Western Daily Press (Saturday)
Help ghost villages keep spark this winter
Summer’s end will see gloom spreading through dozens of villages in the South West – and it will have nothing to do with the weather, Bridgwater and West Somerset MP Ian LiddellGrainger tells Defra Secretary George Eustice
DEAR George, Well, autumn beckons, holding out the prospect of scores of villages across this region emptying with the kind of speed associated with the removal of the plug in a very well-filled bath.
The crockery will be washed up and put away, the linen stored, the gas and electricity will be turned off and hundreds of second homes will be shut up as the nights lengthen and the weather deteriorates.
They may briefly spring to life for a half-term weekend and perhaps for a few days over Christmas and New Year but, by and large, they will remain dormant until Easter.
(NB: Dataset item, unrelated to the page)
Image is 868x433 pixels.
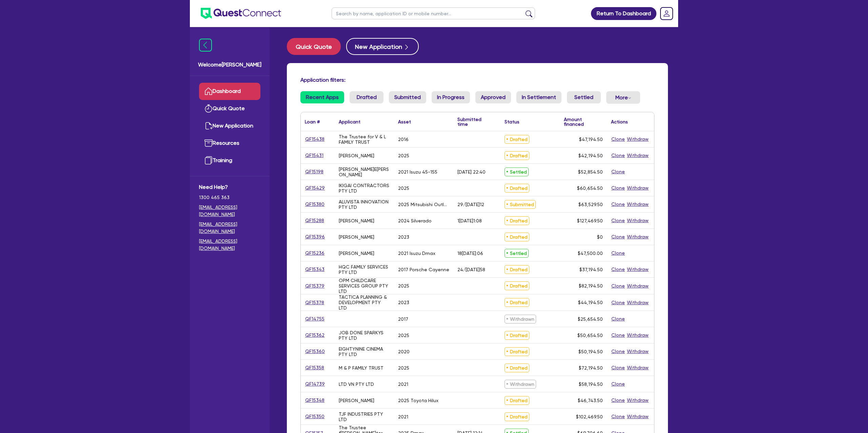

As will the communities where they are situated.
It obviously doesn’t matter a tittle or jot to anyone living in a town or city where the pace of life alters little from day to day or season to season.
But in holiday areas where the spread of second homes has been unchecked for years, it’s a vastly different thing.
I can name you a dozen villages where it is possible in winter, even in the middle of the day, to drive from one end to the other without seeing a single living soul. In fact, that’s a good word to use because ‘soul-less’ is what these communities are.
I feel very sorry indeed for those remaining inhabitants who face a winter of empty streets and whose settlements have become so overrun with second homes that their social life – indeed their entire quality of life – is now being affected.
Depleted populations often lack the critical mass necessary to sustain clubs and other organisations. There are no longer enough people to raise a cricket or football team, run a flower show, even ring the church bells.
And as these traditional elements of village life decline so the spark, the spirit of the community, is dimmed.
From which sentiment you may judge that I am indeed grateful that we are proposing to empower councils (finally) to tackle an issue which has already bequeathed us dozens of winter ghost villages. National park authorities and others have already taken some steps towards slowing, if not halting, the spread of second homes, but their efforts have necessarily been piecemeal. All being well, we should soon be able to adopt a far more robust approach.
The only positive I can see is that the move for more home-working has delivered the South West an injection of new blood as families have upped sticks in the suburbs and taken advantage of the property market differentials to move down. I welcome every last one of them because many have young families and all are going to be year-round residents.
We could be witnessing one of the most significant population shifts since the migration in the 19th century of thousands of poor, rural families into towns and cities in search of better-paid work.
All we need now is to ensure that the home workers are properly serviced in terms of telecommunications, but this remains a real problem for the more rural parts of my constituency – and in several others, as I know. Millions have been spent, deadlines have been set and missed, promises made and broken, and still we are a very long way indeed from delivering decent broadband to swathes of the countryside.
I could go on, but the guilty parties know who they are and they know, equally, that my sights are permanently trained on them.